I'm going to make a statement here that is absolutely outside of my realm of knowledge. It's actually possible that the design, production and fab of a scrypt asic would end up being cheaper than the same process for a SHA ASIC due to this very fact.
Partially correct on the first point above, and very wrong on the last point. I'm not sure how you got from "scrypt will require more complicated off-chip support components" to "an scrypt ASIC would end up being cheaper" than an SHA256 ASIC. The die area needed to implement an scrypt core (that actually performs with any sort of noteworthy hash rate) is
massively larger than for a simple pipelined SHA256(SHA256()) core, regardless of whether there is off-die memory. And interfacing to external high-speed I/O is one of the hardest things you can deal with in an ASIC design, especially if we're talking about interfacing to something like a very wide bank of GDDR5 at anything close to the clock rates that the Radeon GPU's operate at. It is, perhaps, very foolish to suggest that addressing an extremely difficult external I/O problem will drive down the cost of developing and fabricating an ASIC, compared with a simple SHA256 core that barely needs to talk to anything (and when it does, can do so over even a dirt simple open-collector bus that just communicates a winning nonce when one is found).
Maybe people just aren't understanding how dirt simple a hardware implementation of SHA256 really is.. Not exactly ground-breaking technology that demands a cutting-edge process node here.
Back to burning up that die space. What if (yes I'm speculating again, and asking for your input) some basic research or, more likely early prototyping/simulation, were to show that you could do it better by burning the whole damn thing on a single die. Stick with me here. The cost of the die will increase immensely. But your ASIC miner could then consist of a power supply, an I/O interface comparable to a SHA256 asic, if not simpler, and a water (more likely oil) cooler.
An interesting thought. If you care to analyze it I'm interested in what you have to say. If you eliminate so many other factors in the design/development/manufacturing process, it might be worth the increased cost per die. Pile on reliability, life span in the field, and a few other factors. Would you be willing to dismiss this out of hand?
If so, I'd like to know what your experience and/or credentials are before I decide how seriously to take your dismissal.
It takes well under the $8M figure mentioned by the OP to call up AMD and license the Radeon 6950 or 7950 reference design, and produce boards with multiple GPU's on them.
This might be the show stopper. In light of my original point, I want to mention that just because something "isn't the cheapest way" doesn't make it "not economically viable". And it keeping with what I posted after you - the decision to actually create a Scrypt ASIC may be an entirely emotional one, with factors that were nonexistent "when bitcoin did it".
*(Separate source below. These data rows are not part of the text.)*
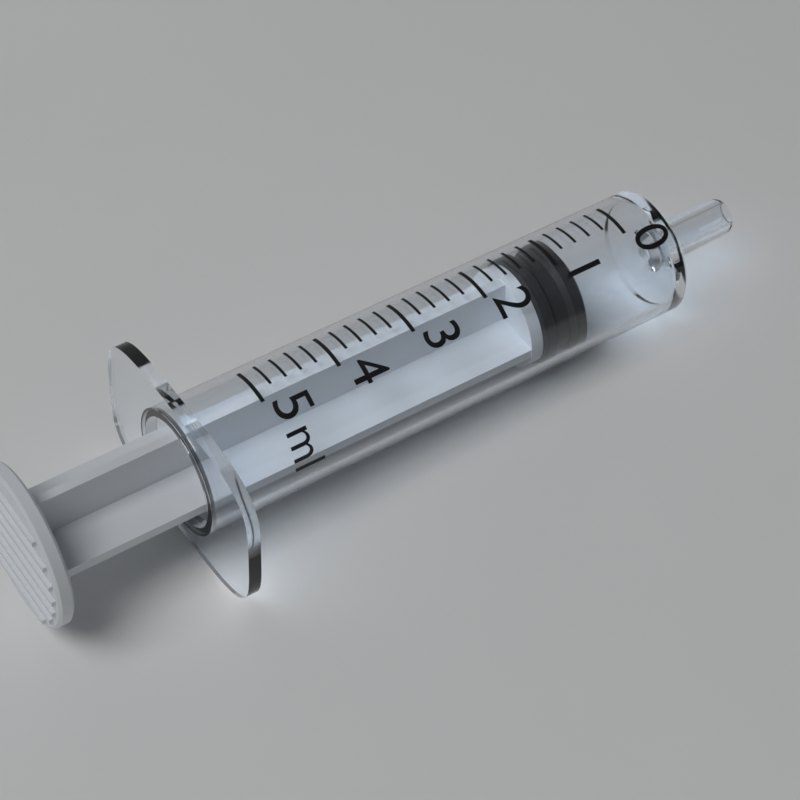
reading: 0.8 ml
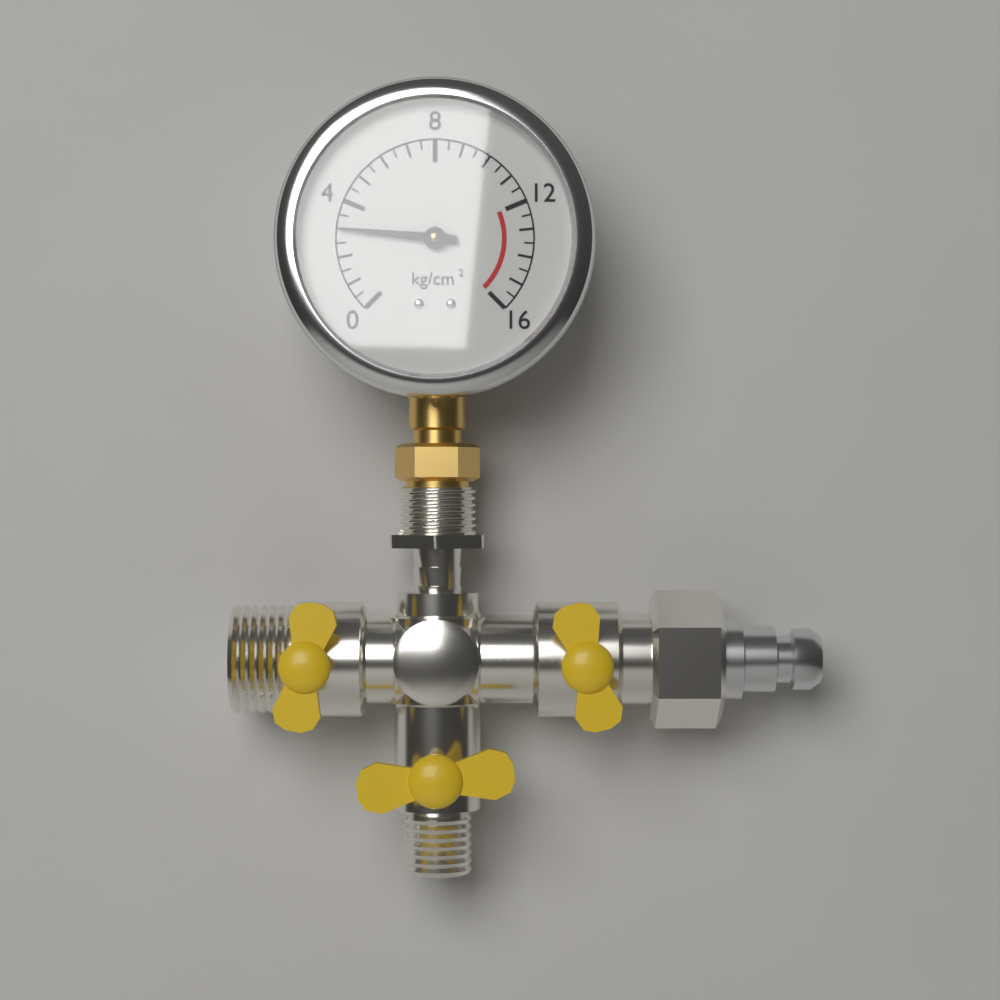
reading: 3.0 kg/cm²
Back to our imaginary billionaire
It depends on what kind of guy he is. If he wakes up and says "I want to pwn crypto" and goes about it as efficiently as possible, he's likely to speak to AMD. If he wakes up and says "I want to be the guy that brought out the scrypt ASIC", all other factors go out the window.
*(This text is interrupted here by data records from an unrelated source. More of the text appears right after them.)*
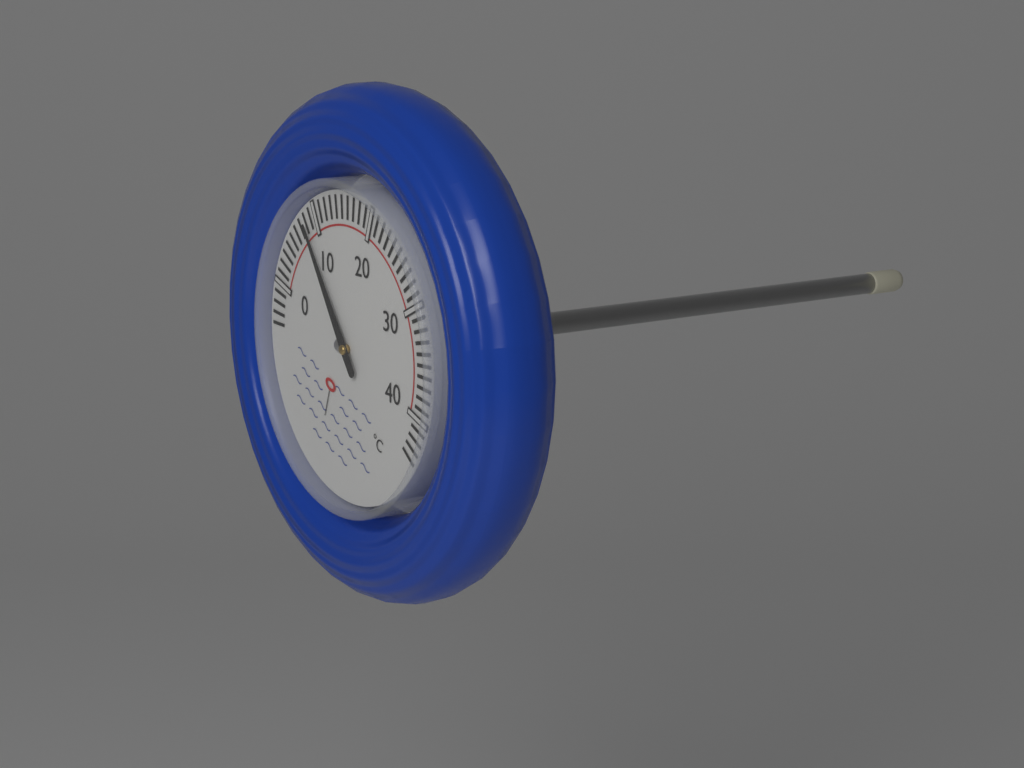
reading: 8 °C
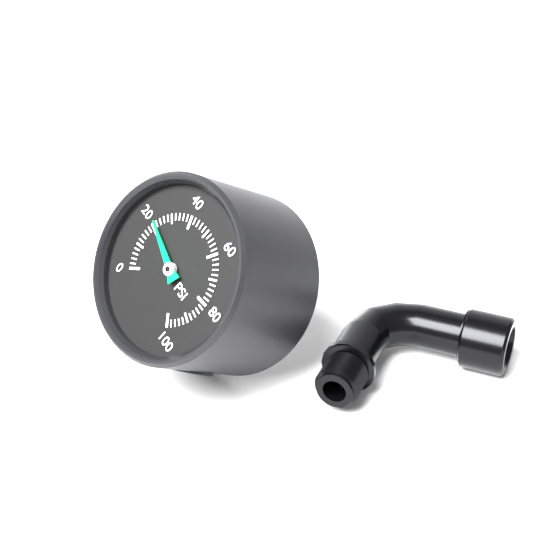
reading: 22 psi
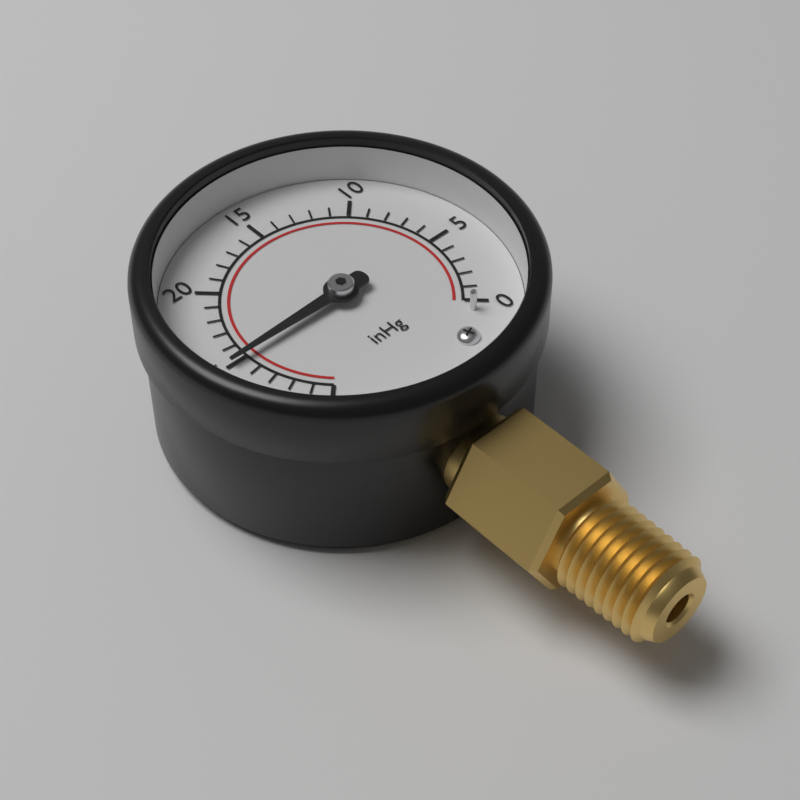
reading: 25 inHg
Profit is profit, and if the numbers are big enough, a 1% improvement in over all efficiency (calculated only by coins/joule) may make it "economically viable".
I'm going to make a statement here that is absolutely outside of my realm of knowledge.
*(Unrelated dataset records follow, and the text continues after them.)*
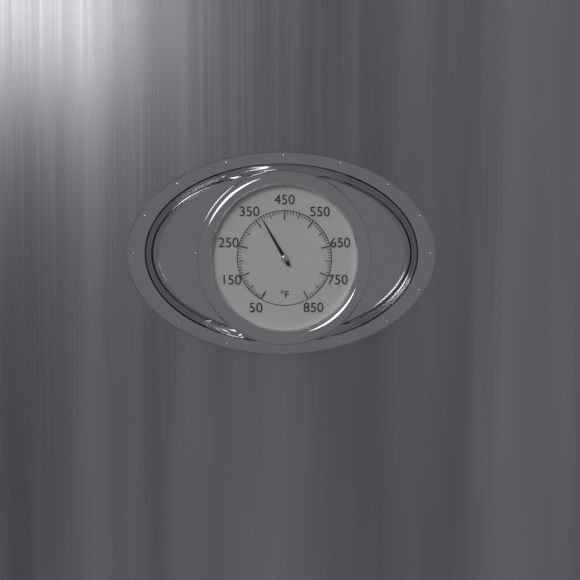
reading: 370 °F
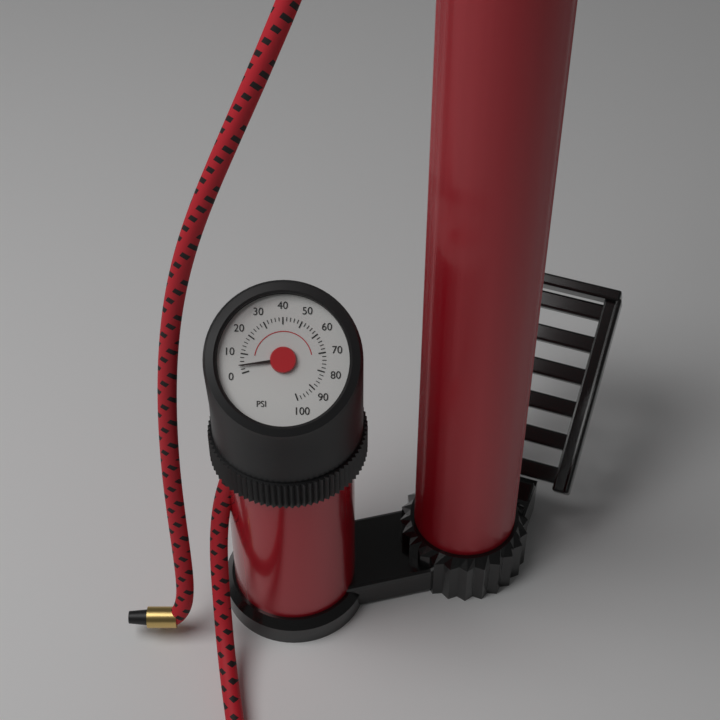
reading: 4 psi
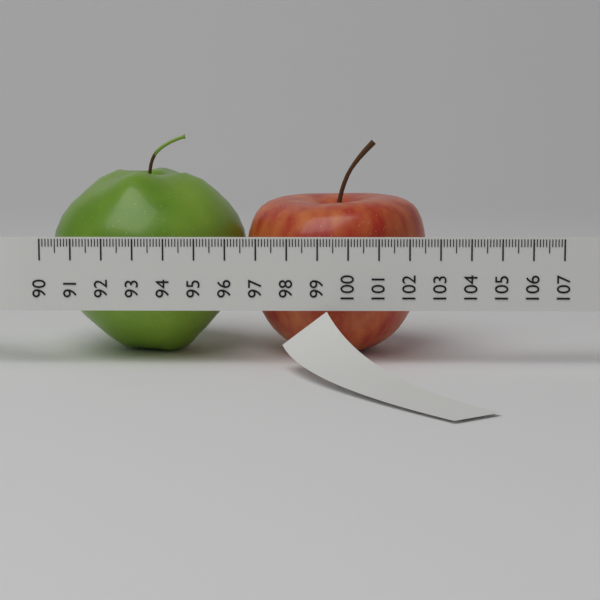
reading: 102.7 (no unit)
There are probably people on this forum who know the real answer to that, I don't.
You're correct on both of these items though.
Good to know I was right about something. You covered some of the same ground in both posts, if you think me shifting quoted blocks to address similar points changed your meaning, let me know.
I'm also glad no one has showed up to tell me about "an ASIC-proof algorithm".